Wednesday, October 13, 2010

Cult of the Warrior

I caught the wave of adultation for Karl Marlantes's Matterhorn when it was published earlier this year and inserted it into the mid-section of my reading list. It was, according to many critics, the definitive novel of the Vietnam war and a "final exorcism for one of the most painful passages in American History" (Sebastian Junger)

So I fascinated to come across Jackson Lears's more lukewarm response in the LRB. Like Marlantes, Lears is a veteran of the conflict in question, but unlike the much decorated author, also went on to serve in the peace movement.

He begins by noting that "since 9-11, a cult of the warrior has settled over America like the morning fog over the Mekong Delta." He takes particular issue against the now familiar (and worryingly empty) ethos of the combat soldier in contemporary film and fiction where war, however absurd on the political level, is somehow redeemed as the portal to a supremely deep and authentic male bonding experience.

"War as authentic experience: this is the nihilist edge of modern militarism, unalloyed by moral pretension. Marlantes sidesteps the nihilism by coupling it with communal redemption."

Marlantes might take pains to depict the unwinnability of this war, but this doesn't deter his lead protagonist Lieutenant Mellas from the conviction that he and his comrades are somehow "better people" as a result of participating in it; specifically better than all those insulated folk back home in civie-land, of whom women are represented as perhaps the most clueless.

Lears also objects to the notion suggested by one of Mellas's NCOs that boot camp "doesn't make us killers it's just a fucking finishing school". No, he concludes:

"Boot camp is less a finishing school than a remaking of the self. And the kinds of killing military men learn to do cannot be sublimated into a universal ‘destructive element’, a phrase Conrad intended to refer to human experience in all its tragic dimensions. War is not simply an expression of the beast within. Nor is it merely an opportunity for intense male experiences unavailable in civilian life – physical testing, the creation of community. It is also a product of policy decisions that can be challenged, changed or reversed. "

The end result of considering this article is that Matterhorn has slipped a little further down my reading list. It has also reminded me of one of the best and ultimately truest books I ever read about the grunt's-eye view of war: Joanna Bourke's An Intimate History of Killing, which goes some way to support Lears's position that not all men are natural born killers.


Every line of the listing below should be written out exactly, minus its pictures.

(LISTED ENTRIES):
--------

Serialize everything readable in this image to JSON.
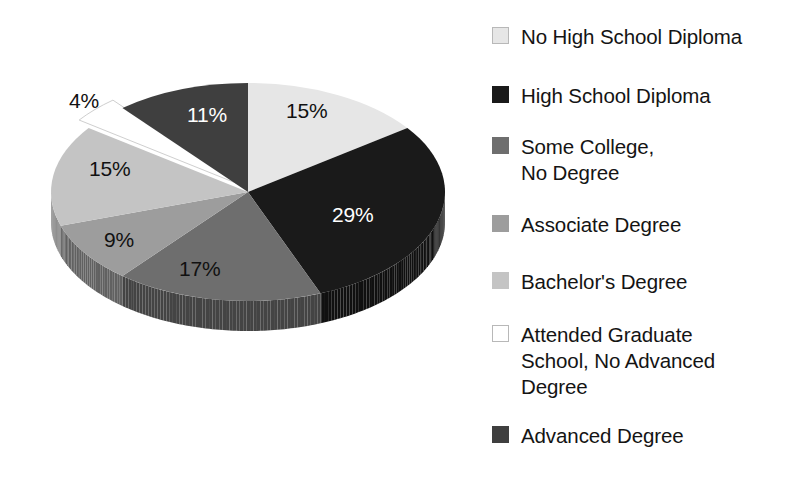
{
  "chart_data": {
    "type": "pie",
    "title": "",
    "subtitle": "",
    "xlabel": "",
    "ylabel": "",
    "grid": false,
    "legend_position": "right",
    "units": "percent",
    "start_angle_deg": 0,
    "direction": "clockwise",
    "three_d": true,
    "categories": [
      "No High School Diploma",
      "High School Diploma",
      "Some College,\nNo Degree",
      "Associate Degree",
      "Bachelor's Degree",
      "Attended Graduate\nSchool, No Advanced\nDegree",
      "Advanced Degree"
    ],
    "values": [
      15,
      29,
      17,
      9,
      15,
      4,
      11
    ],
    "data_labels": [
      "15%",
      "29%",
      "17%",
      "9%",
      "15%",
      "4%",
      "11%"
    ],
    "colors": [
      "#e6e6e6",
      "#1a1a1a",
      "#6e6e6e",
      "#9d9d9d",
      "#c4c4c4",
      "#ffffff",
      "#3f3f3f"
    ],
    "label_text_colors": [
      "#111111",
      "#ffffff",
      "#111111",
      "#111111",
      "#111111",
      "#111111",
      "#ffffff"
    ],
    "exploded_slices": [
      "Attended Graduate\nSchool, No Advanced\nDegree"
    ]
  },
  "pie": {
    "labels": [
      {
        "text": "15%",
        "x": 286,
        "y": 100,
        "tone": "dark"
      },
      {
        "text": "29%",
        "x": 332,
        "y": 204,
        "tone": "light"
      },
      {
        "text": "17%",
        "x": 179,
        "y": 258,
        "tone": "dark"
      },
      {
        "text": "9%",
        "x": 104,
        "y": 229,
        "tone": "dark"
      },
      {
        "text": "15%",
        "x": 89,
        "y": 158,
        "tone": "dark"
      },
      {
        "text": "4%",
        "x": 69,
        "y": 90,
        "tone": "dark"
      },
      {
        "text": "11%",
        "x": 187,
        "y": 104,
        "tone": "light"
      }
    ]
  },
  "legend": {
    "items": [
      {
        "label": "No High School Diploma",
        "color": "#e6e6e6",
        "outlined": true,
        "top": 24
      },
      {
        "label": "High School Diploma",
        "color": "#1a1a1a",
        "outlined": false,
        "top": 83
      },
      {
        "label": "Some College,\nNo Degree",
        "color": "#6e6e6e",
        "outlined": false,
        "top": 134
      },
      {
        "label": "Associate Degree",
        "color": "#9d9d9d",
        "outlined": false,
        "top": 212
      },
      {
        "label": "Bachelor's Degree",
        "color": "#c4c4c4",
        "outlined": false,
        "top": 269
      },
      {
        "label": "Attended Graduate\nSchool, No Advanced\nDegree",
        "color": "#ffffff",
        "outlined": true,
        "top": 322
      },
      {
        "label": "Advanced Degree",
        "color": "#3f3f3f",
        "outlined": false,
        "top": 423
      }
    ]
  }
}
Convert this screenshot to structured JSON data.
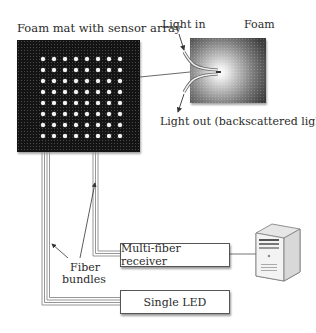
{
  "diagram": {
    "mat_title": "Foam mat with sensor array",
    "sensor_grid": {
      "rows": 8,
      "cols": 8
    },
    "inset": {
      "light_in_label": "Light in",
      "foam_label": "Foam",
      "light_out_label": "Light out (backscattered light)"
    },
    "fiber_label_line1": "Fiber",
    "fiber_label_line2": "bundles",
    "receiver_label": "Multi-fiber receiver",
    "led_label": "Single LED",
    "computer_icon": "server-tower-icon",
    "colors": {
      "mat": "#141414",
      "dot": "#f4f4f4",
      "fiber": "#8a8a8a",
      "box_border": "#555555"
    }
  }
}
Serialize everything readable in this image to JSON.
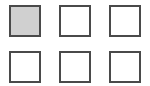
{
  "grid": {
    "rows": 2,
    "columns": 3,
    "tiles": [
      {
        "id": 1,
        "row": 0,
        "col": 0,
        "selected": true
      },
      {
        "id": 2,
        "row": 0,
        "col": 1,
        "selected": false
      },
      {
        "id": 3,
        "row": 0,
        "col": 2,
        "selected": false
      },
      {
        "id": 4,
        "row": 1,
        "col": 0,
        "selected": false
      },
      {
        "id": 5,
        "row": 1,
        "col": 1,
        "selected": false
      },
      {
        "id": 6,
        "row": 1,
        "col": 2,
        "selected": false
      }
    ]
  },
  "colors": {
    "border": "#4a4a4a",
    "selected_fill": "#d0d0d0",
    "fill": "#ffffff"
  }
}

--------

(REPLY):
Serialize everything readable in this image to JSON.
{
  "chart_data": {
    "type": "pie",
    "title": "",
    "subtitle": "",
    "xlabel": "",
    "ylabel": "",
    "grid": false,
    "legend_position": "right",
    "units": "percent",
    "start_angle_deg": 0,
    "direction": "clockwise",
    "three_d": true,
    "categories": [
      "No High School Diploma",
      "High School Diploma",
      "Some College,\nNo Degree",
      "Associate Degree",
      "Bachelor's Degree",
      "Attended Graduate\nSchool, No Advanced\nDegree",
      "Advanced Degree"
    ],
    "values": [
      15,
      29,
      17,
      9,
      15,
      4,
      11
    ],
    "data_labels": [
      "15%",
      "29%",
      "17%",
      "9%",
      "15%",
      "4%",
      "11%"
    ],
    "colors": [
      "#e6e6e6",
      "#1a1a1a",
      "#6e6e6e",
      "#9d9d9d",
      "#c4c4c4",
      "#ffffff",
      "#3f3f3f"
    ],
    "label_text_colors": [
      "#111111",
      "#ffffff",
      "#111111",
      "#111111",
      "#111111",
      "#111111",
      "#ffffff"
    ],
    "exploded_slices": [
      "Attended Graduate\nSchool, No Advanced\nDegree"
    ]
  },
  "pie": {
    "labels": [
      {
        "text": "15%",
        "x": 286,
        "y": 100,
        "tone": "dark"
      },
      {
        "text": "29%",
        "x": 332,
        "y": 204,
        "tone": "light"
      },
      {
        "text": "17%",
        "x": 179,
        "y": 258,
        "tone": "dark"
      },
      {
        "text": "9%",
        "x": 104,
        "y": 229,
        "tone": "dark"
      },
      {
        "text": "15%",
        "x": 89,
        "y": 158,
        "tone": "dark"
      },
      {
        "text": "4%",
        "x": 69,
        "y": 90,
        "tone": "dark"
      },
      {
        "text": "11%",
        "x": 187,
        "y": 104,
        "tone": "light"
      }
    ]
  },
  "legend": {
    "items": [
      {
        "label": "No High School Diploma",
        "color": "#e6e6e6",
        "outlined": true,
        "top": 24
      },
      {
        "label": "High School Diploma",
        "color": "#1a1a1a",
        "outlined": false,
        "top": 83
      },
      {
        "label": "Some College,\nNo Degree",
        "color": "#6e6e6e",
        "outlined": false,
        "top": 134
      },
      {
        "label": "Associate Degree",
        "color": "#9d9d9d",
        "outlined": false,
        "top": 212
      },
      {
        "label": "Bachelor's Degree",
        "color": "#c4c4c4",
        "outlined": false,
        "top": 269
      },
      {
        "label": "Attended Graduate\nSchool, No Advanced\nDegree",
        "color": "#ffffff",
        "outlined": true,
        "top": 322
      },
      {
        "label": "Advanced Degree",
        "color": "#3f3f3f",
        "outlined": false,
        "top": 423
      }
    ]
  }
}
Convert this screenshot to structured JSON data.
{
  "diagram": {
    "mat_title": "Foam mat with sensor array",
    "sensor_grid": {
      "rows": 8,
      "cols": 8
    },
    "inset": {
      "light_in_label": "Light in",
      "foam_label": "Foam",
      "light_out_label": "Light out (backscattered light)"
    },
    "fiber_label_line1": "Fiber",
    "fiber_label_line2": "bundles",
    "receiver_label": "Multi-fiber receiver",
    "led_label": "Single LED",
    "computer_icon": "server-tower-icon",
    "colors": {
      "mat": "#141414",
      "dot": "#f4f4f4",
      "fiber": "#8a8a8a",
      "box_border": "#555555"
    }
  }
}
Serialize everything readable in this image to JSON.
{
  "grid": {
    "rows": 2,
    "columns": 3,
    "tiles": [
      {
        "id": 1,
        "row": 0,
        "col": 0,
        "selected": true
      },
      {
        "id": 2,
        "row": 0,
        "col": 1,
        "selected": false
      },
      {
        "id": 3,
        "row": 0,
        "col": 2,
        "selected": false
      },
      {
        "id": 4,
        "row": 1,
        "col": 0,
        "selected": false
      },
      {
        "id": 5,
        "row": 1,
        "col": 1,
        "selected": false
      },
      {
        "id": 6,
        "row": 1,
        "col": 2,
        "selected": false
      }
    ]
  },
  "colors": {
    "border": "#4a4a4a",
    "selected_fill": "#d0d0d0",
    "fill": "#ffffff"
  }
}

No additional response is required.